Wednesday, July 18, 2007

14th Amendment and segregation

The school discrimination cases generated five different opinions, but the ones I wish to discuss are Chief Justice Roberts's, with 3 concurring conservative justices, Justice Breyer's, with 3 concurring liberal justices, and Justice Kennedy's, which therefore decides the case.
The case is about efforts by two different school districts, one in St. Louis and one in Seattle, to overcome residential and income segregation by prohibiting certain white students from attending their preferred school. In other words, it's about when the government may engage in racial discrimination. Roberts says this can be done (1) to correct segregation that can be traced to governmental action, and (2) to implement, in the narrowest possible way, a valid and urgent governmental interest in the goal of the discrimination. Breyer says that governmental discrimination can be done to enhance democracy and social cohesion, and that this reasoning has led to many Supreme Court decisions oking discrimination to combat segregation, whether of government action origin or not.
Kennedy agrees with Roberts’ interpretation of the 14th Amendment, but claims that the government could validly discriminate if it uses ways other than identifying and injuring individuals, which is what it was doing in these cases.
It seems to me that most of the objection to this decision is based on the outcome, and some of it is based on the less than completely candid way in which the majority explained its preference for the narrow over the broad interpretation of acceptable discrimination. But from an outcome point of view, Fish’s argument also has a lot of merit: namely, that the majority’s narrow definition of acceptable discrimination is likely to protect liberal interests in the future, whereas Breyer’s broad definition could easily be used to support unfair State action.
Every Supreme Court case results in two decisions. One decision is about the outcome, as above. The other is about the law, and what matters in the legal decision is both the legal principle that is enunciated, and how the Court reasons its way to that principle. In Bush v. Gore, the legal principle was reached by a lunge for the desired outcome, not through any reasoning supported by jurisprudence. It was a corrupt decision reached by morally corrupt judges, and the five who voted for it will be forever infamous. But the decision in the school cases is far from that. The reasoning by Roberts is scrupulous and plausible, whether one quibbles with certain phrases or not. To me, it indicates that at least Roberts and Alito are prepared to play fair with the Constitution, a document which can be interpreted in many different ways.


*What you need to do*
Leaving all pictures out, output exactly and only the line containing "Identify all the" and the lines that follow it to the end of the material below.

-- Opening Marker --

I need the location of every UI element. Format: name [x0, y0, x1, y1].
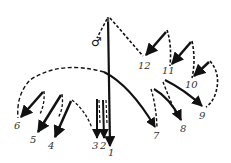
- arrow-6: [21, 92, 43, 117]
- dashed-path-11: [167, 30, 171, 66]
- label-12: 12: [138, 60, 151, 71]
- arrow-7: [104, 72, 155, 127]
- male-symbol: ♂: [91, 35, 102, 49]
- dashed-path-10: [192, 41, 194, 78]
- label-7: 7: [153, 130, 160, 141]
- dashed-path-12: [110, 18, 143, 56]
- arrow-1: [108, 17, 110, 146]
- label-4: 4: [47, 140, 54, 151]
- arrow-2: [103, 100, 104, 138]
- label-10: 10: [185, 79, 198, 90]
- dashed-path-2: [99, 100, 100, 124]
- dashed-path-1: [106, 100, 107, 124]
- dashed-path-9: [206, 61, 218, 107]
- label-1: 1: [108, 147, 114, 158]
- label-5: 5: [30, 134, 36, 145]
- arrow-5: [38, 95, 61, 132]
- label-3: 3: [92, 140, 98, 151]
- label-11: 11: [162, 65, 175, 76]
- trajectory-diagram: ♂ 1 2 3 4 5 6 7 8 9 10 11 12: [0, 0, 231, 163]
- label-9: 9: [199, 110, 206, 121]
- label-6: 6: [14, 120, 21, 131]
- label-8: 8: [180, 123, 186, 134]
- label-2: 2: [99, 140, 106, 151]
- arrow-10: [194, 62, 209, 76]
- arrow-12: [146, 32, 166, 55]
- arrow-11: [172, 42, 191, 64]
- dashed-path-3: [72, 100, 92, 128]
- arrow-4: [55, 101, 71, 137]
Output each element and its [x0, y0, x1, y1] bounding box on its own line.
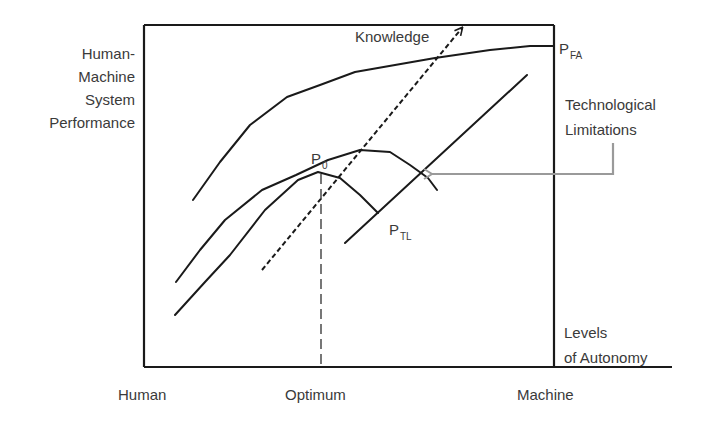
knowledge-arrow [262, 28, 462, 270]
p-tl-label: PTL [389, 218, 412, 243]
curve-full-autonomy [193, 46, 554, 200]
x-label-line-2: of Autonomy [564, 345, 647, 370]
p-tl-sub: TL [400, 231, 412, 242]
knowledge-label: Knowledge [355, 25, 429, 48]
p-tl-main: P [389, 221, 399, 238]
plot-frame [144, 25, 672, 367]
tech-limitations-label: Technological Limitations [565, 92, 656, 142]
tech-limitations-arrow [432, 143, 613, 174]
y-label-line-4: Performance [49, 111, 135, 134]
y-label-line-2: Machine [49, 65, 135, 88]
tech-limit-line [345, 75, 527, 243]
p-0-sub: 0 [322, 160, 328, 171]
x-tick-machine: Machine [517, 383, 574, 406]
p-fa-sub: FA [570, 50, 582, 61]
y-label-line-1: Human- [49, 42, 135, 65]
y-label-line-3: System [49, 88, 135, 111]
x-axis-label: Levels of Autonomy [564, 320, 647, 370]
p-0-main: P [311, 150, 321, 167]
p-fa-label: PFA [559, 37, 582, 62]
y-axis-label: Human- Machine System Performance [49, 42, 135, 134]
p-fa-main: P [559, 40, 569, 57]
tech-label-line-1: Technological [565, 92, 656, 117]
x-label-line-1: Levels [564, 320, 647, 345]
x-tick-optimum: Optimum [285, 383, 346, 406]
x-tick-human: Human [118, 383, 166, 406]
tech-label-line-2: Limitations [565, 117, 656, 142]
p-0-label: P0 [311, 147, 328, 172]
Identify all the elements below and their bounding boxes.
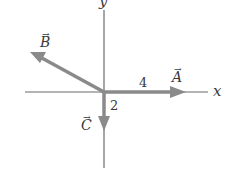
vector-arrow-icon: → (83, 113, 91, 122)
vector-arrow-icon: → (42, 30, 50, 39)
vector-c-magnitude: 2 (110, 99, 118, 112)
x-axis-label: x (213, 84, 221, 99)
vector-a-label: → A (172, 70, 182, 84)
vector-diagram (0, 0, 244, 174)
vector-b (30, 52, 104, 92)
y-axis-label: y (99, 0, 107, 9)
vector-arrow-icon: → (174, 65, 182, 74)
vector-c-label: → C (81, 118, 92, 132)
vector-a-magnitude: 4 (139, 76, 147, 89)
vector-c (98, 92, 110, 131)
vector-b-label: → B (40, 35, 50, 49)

-- Closing Marker --

*Response*
Identify all the elements below and their bounding boxes.
vector-arrow-icon: → (83, 113, 91, 122)
vector-arrow-icon: → (42, 30, 50, 39)
vector-c-magnitude: 2 (110, 99, 118, 112)
x-axis-label: x (213, 84, 221, 99)
vector-a-label: → A (172, 70, 182, 84)
vector-diagram (0, 0, 244, 174)
vector-b (30, 52, 104, 92)
y-axis-label: y (99, 0, 107, 9)
vector-arrow-icon: → (174, 65, 182, 74)
vector-c-label: → C (81, 118, 92, 132)
vector-a-magnitude: 4 (139, 76, 147, 89)
vector-c (98, 92, 110, 131)
vector-b-label: → B (40, 35, 50, 49)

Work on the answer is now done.